Central Square - Heading north from the harbour, Makataev Street hits the main thoroughfare, Abulkhair Khan Street. Immediately across this is a short pedestrian stretch, which runs into the large and rather barren central square, around which are grouped the main administrative buildings of the town, and several monuments. The latter include a war memorial, with a statue of a bereaved Kazakh woman in front of two metal pillars, preceded by an avenue dedicated to the local Heroes of the Soviet Union. There is also a monument honouring the local mothers who have produced heroically large numbers of offspring: it is centred on a silver statue of a woman holding out a laurel wreath in her right hand and cradling a baby in her left.

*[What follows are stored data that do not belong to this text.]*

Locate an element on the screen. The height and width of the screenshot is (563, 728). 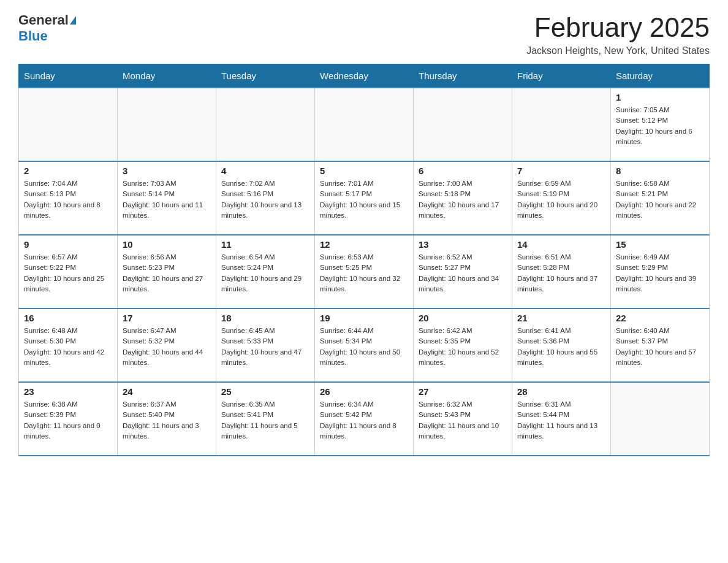
day-number: 12 is located at coordinates (364, 244).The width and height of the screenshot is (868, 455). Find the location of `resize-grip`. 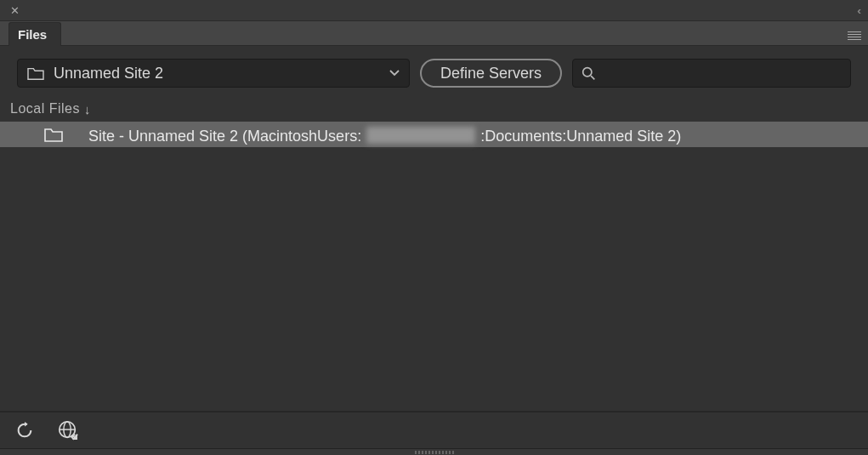

resize-grip is located at coordinates (434, 452).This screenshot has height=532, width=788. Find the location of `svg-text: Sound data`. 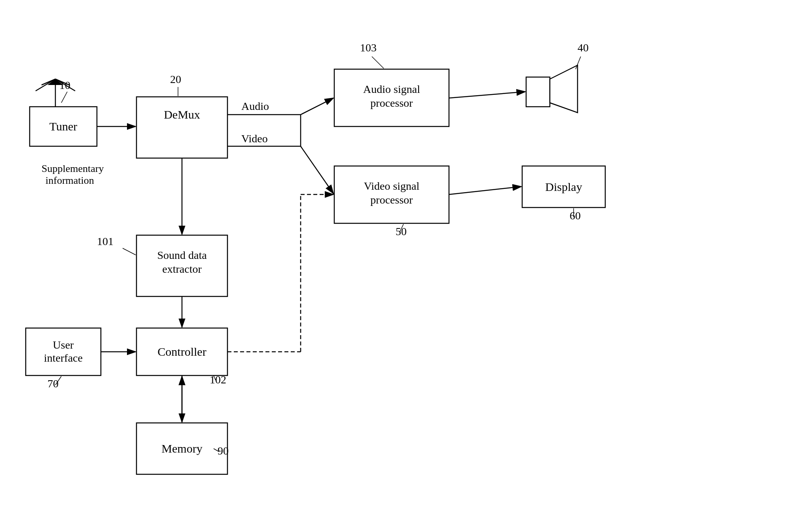

svg-text: Sound data is located at coordinates (182, 255).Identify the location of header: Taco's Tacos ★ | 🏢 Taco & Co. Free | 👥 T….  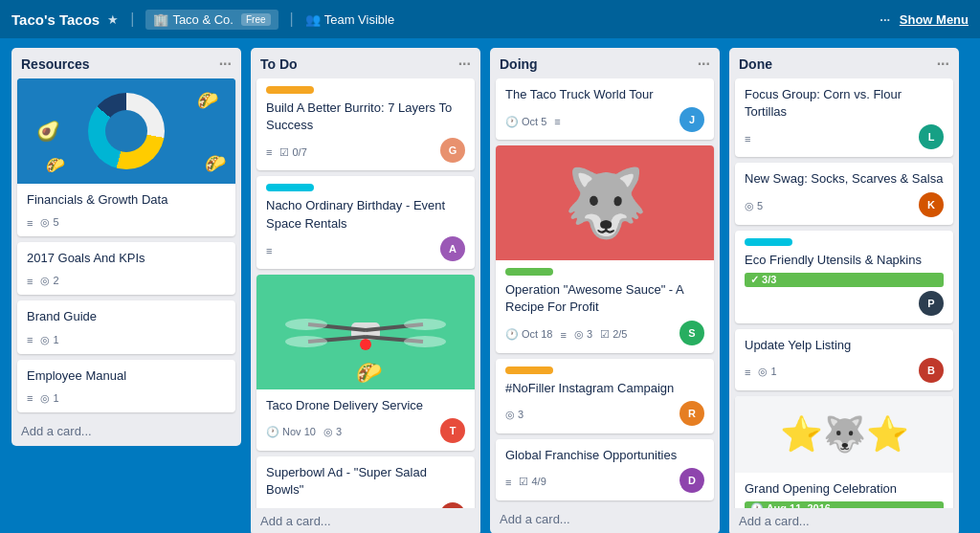
(490, 19).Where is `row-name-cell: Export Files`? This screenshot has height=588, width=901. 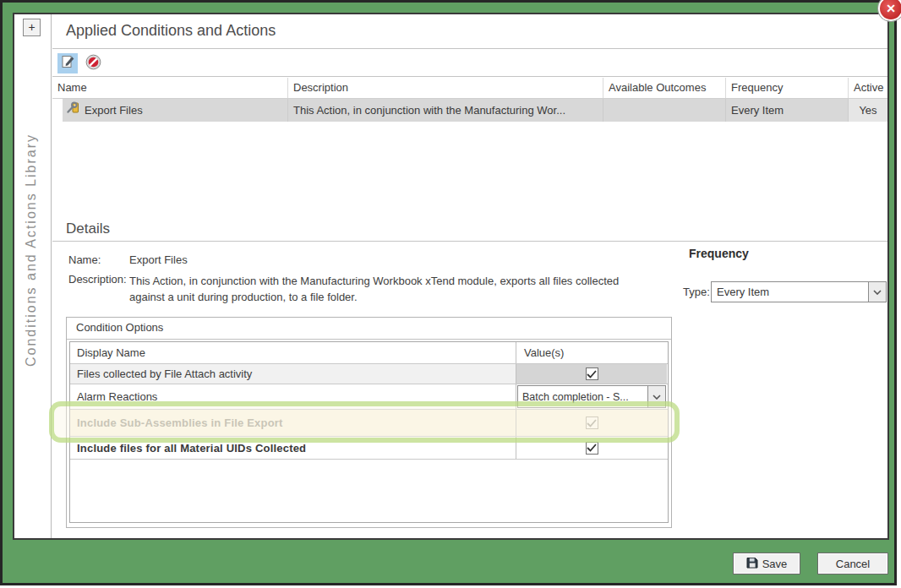
row-name-cell: Export Files is located at coordinates (176, 110). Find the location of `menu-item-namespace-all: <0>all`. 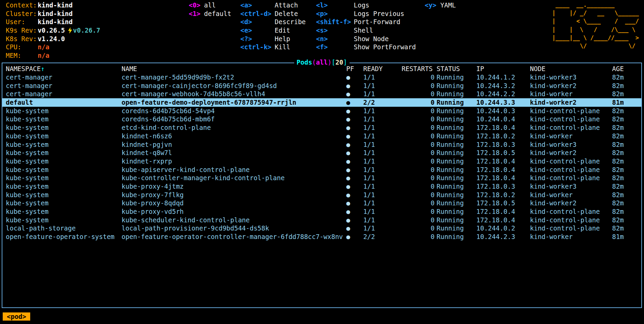

menu-item-namespace-all: <0>all is located at coordinates (210, 5).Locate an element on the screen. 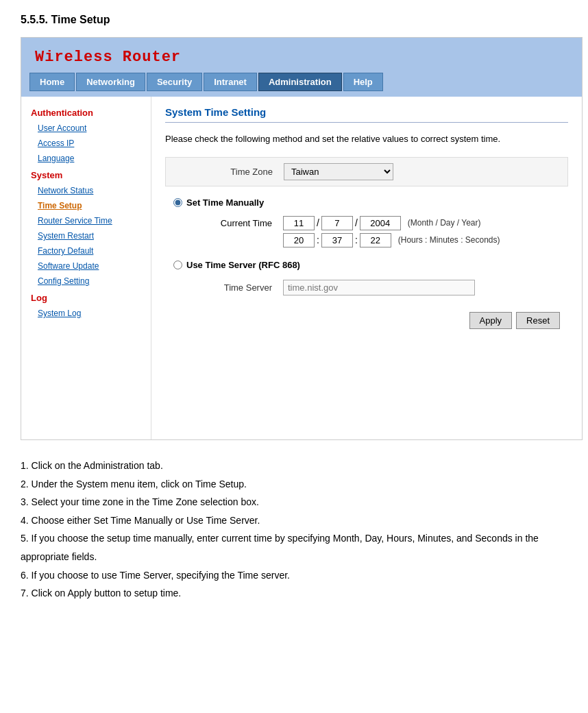  button-row: Apply Reset is located at coordinates (367, 321).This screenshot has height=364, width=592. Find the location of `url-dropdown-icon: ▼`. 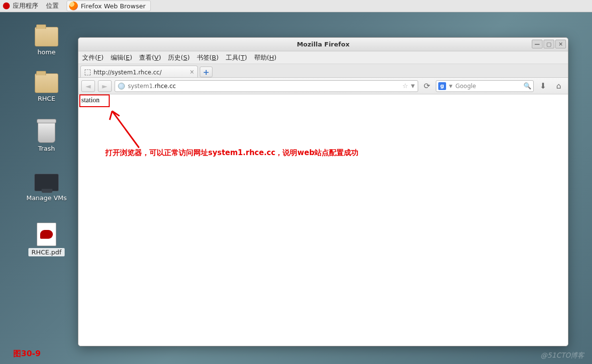

url-dropdown-icon: ▼ is located at coordinates (413, 86). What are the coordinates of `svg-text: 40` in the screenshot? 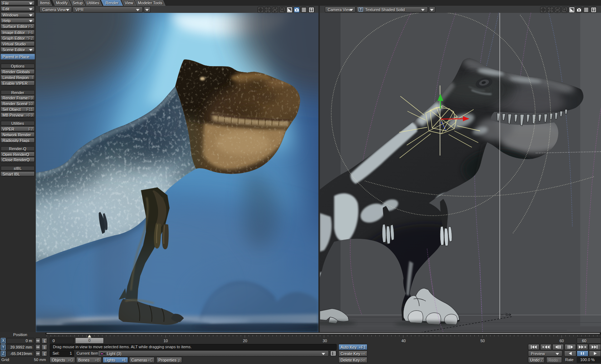 It's located at (404, 341).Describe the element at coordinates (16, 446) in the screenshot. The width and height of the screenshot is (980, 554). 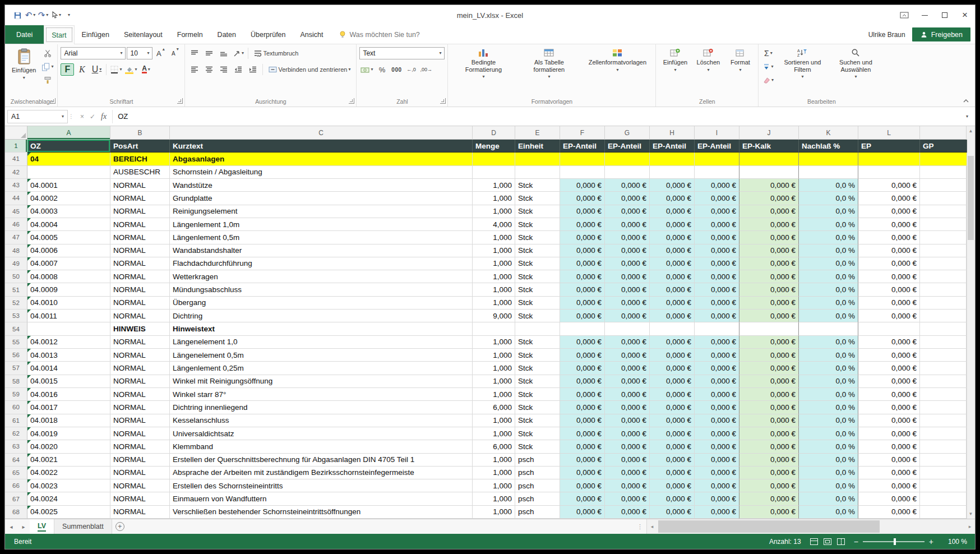
I see `row-number-63: 63` at that location.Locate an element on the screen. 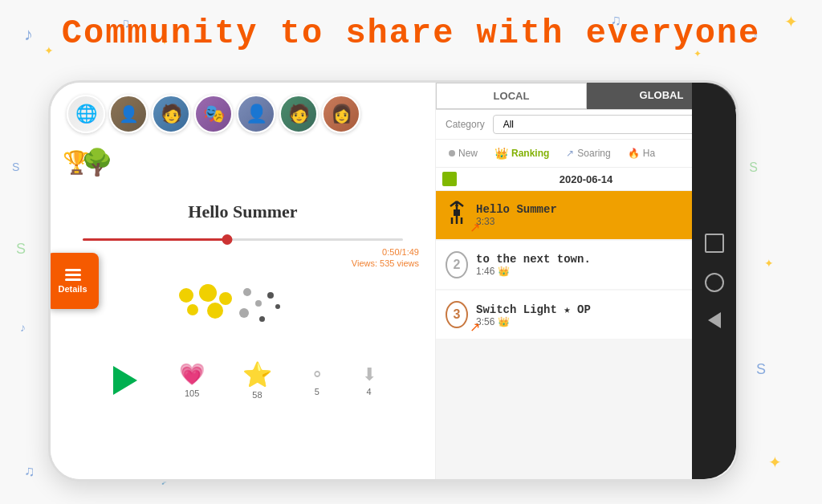 This screenshot has height=504, width=822. page-title: Community to share with everyone is located at coordinates (411, 34).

The railway Station - One of the sights of the town is the railway station, a single- storey whitewashed building with a tall barrel-vaulted central hall. Constructed between 1901 and 1905, the buildings most notable feature is the large wall- mounted mosaic in the waiting room that commemorates the towns contribution of 14 wagonloads of fish when famine struck Mother Russia. Lenin's figure is in the top right-hand corner of the picture. Look out for the depictions of the town's railway workers, fishermen and scenes of active commerce. The contrast with the town today could not be more striking.
Aral District Museum of History and Local Lore - One block east of the central square, Tokey Esetov Street heads north off Abulkhair Khan Street. A few metres up, on the left, the single-storey building with the varnished wood exterior houses the Aral District Museum of History and Local Lore. Opened in 1988, the displays are rather tired looking, and presented in a strange sequence, but there are some interesting exhibits. The first room has a range of Kazakh ethnographic items, including one item of silver jewellery, hung down from the hair, which incorporates practical attachments for the cleaning of fingernails and the inside of the ears. A display of musical instruments includes the harp-like adirna, carved into the form of a saiga. Historical displays cover the Kazakh khanates and the building of the Orenburg-Tashkent railway, the latter illustrated by a mural and by segments of rail stamped with the year '1902'.
A hallway is walled with interesting pictures of Aralsk as it looked in the 1970s, including one of the Hotel Aral actually appearing rather smart. The next room features displays on the fishing industry and on regional meetings held to address the problems of the decline of the Aral Sea, including a gathering in Kyzylorda in 1993 which brought together four central Asian heads of state. The next room features the works of local artists: a collection of mainly downbeat pieces highlighting the death of the port. A cart in the centre of the room was used by Bakhyt Riskalov, local Hero of Socialist Labour, to transport fish. Local handicrafts come next, including the work of one craftsman specialised in producing fish- related souvenirs from cattle horn.
The next room looks at the Soviet period, highlighting Lenin's appeal for fish in 1921, and the positive response spearheaded by Tolegen Medetbaev, head of the Council of Deputies of Aral district. A diorama depicts an engagement of the Civil War in 1919, when Bolshevik forces seized control of this stretch of the Orenburg-Tashkent railway from the Whites, an important moment in the struggle for control of central Asia. There are a few stuffed animals, which have seen better days in every sense, and coverage of the Barsakelmes Nature Reserve, once an island in the Aral Sea providing a safe, protected haven for a range of mammals including the central Asian wild ass, known as kulan. The desiccation of the Aral Sea turned this island into a peninsula, raising considerable challenges for the reserve authorities.